True, we are reminded that “these are still the early days of blogging, and the form is still morphing.” But if these are the early days, where will we be two years from now? Technorati claims that 23,000 new blogs are born every day. Fortune predicts that blogs will replace email very quickly:
Says Bill Gates, who claims he'd like to start a blog but doesn't have the time: "As blogging software gets easier to use, the boundaries between, say, writing e-mail and writing a blog will start to blur. This will fundamentally change how we document our lives."It’s hard to believe that email is on its way out even as I sit here bemoaning the lost art of letter-writing. But then, has anyone apart from me noticed how hard it is to actually manually write things down these days? The hand is no longer positioned to hold a pen most of the time. I can see it now – a sort of revolution in our evolution as our hands become permanently curved into menacing shapes with calluses at our finger tips. All because of blogs.
Freeze is off, Freese is on
In case you haven’t noticed, the blog that continues to dazzle and chirp with wit and humor (and includes the nicest ever anniversary wishes for Ocean) has awakened from a month’s repose.

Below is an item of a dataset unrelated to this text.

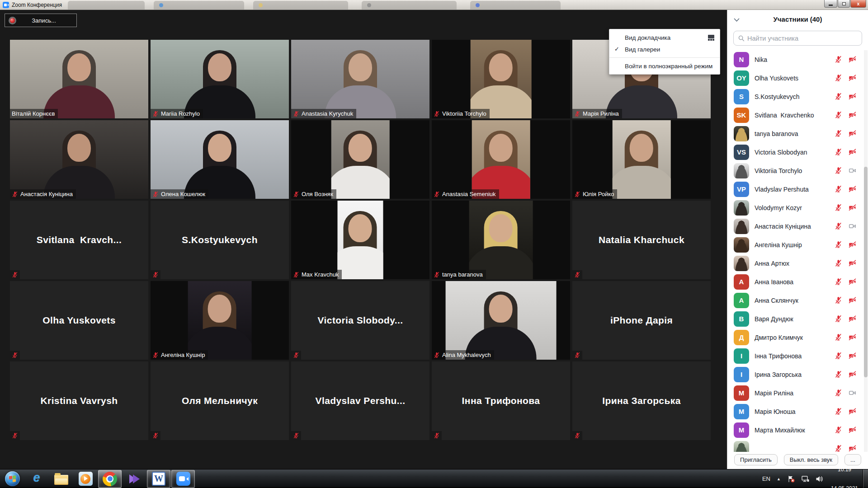 The height and width of the screenshot is (488, 868). Describe the element at coordinates (777, 134) in the screenshot. I see `participant-name: tanya baranova` at that location.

But the idea of hibernating in cyberspace has me thinking: should every blog be required to take a mandatory vacation, to invigorate, refresh and inspire anew its author? Is blogging year-round without a day’s break so commendable that I want to brag about it? Look at me! Weeeeee! I never stopped for a minute, EVEN WHEN I HAD NOTHING TO SAY! I continued, I wrote, I posted! And the band played on.
In fact, I am not ready for a blog vacation. I wrote to a friend back in December – stay tuned, I may take a break from blogging after I reach my first anniversary on January 2nd. Here I am on January 3rd, posting about it. And worse, I have to admit that my very favorite blog posting is done when I am ON vacation. My number three* job choice would be to go places and be paid to blog about them.
So, no freeze for me, not for a while anyway. If I could blog through the obstacles placed squarely in Ocean’s lap in the year 2004 (two tense times come to mind: one in Nagano, Japan where I could only post through dial up via a faulty connection to Wisconsin at hundreds of yen per minute and the other in the farmhouse in Todi, Italy where there was not even a phone to hook into, forcing me to walk the streets with my laptop under my arm and beg strangers to let me use their phone lines), I surely would not pause now when I am wired and not even tired (yet) of the entire adventure.
Enough celebrating. Time to get down to the business of grading and visualizing (as a reminder I am acquiescing to the idea that I must see myself as a writer in order to actually come closer to achieving any writing goals). Here is today’s image, fresh from a … well, you can guess:
* Number one job choice: the job I have, of course (Dean, are you reading this?). Number two job choice: leave that one for another blog post in the distant future. It’s nothing racy or original, believe me.